If you and I look at Gaza and at the historical record of genocide cases and at the public statements of Israeli officials and at the documentary record of what has been destroyed, and you tell me that the case fails to satisfy your precise universal definition of genocide, I do not think we are having a disagreement about Gaza. I think we are having a disagreement about what kind of thing a moral concept is.
I am willing to have that disagreement. I think it is the disagreement worth having. But I am not willing to pretend the surface argument can be resolved while the deeper one remains unspoken. The surface argument will continue to circle, with each side accusing the other of definitional manipulation or definitional rigidity, because each side is operating from a different account of what definition is for.

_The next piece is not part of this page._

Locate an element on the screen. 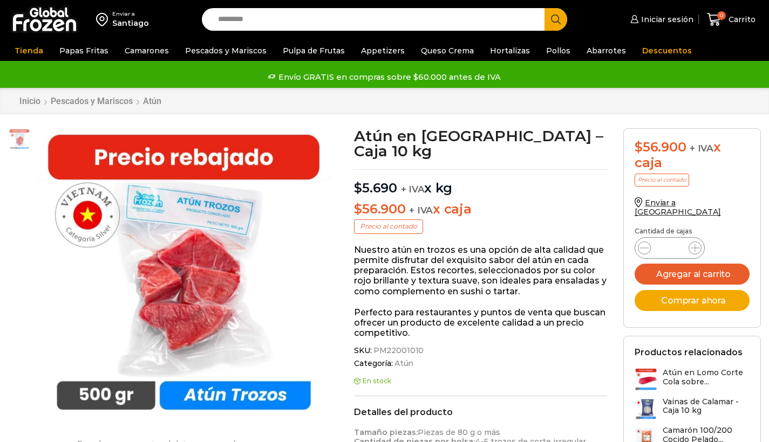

What I am asking, in the end, is something modest. Look at the cases. Look at how the concept has been used. Look at the documentary record of Gaza. Ask whether the features cluster. Ask whether considered moral judgment converges. Ask whether the case belongs in the constellation. That is the work. It is hard work. It involves judgment, not formula. It is open to revision in light of new evidence. It can be done in good faith. Doing it in good faith is different from refusing to do it because the concept fails some standard of precision the concept has never met. It is the only honest way to engage the question. And it is what I am trying to do, here, in public, with everyone who will engage me in good faith.

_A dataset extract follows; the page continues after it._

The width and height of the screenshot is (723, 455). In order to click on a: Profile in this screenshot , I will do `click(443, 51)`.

To give name to patterns of reality in the intersubjective space of meaning between consciousness is, I think, also the site of human agency. It is the point from which you contribute your verse to the song that is shared existence. Eudaimonia is that way.





Good argumentation requires agreed upon conditions. I like taking “concept” as a starting point rather than “definition” for the very reasons you explore here. Given the variety of human malfeasance, it is better to argue over whether the concept of genocide or fascism applies to actions, instead of worrying the definition of such terms until they lose all meaning.
Very nice. Your argument here is similar to Gadamer's defense of the 'human sciences' and his rejection of the trivialization of aesthetic knowledge.
Recently Philip Goff has even been making what he claims a Bayesian argument for the existence of God. "Bayesian everwhere" as you say.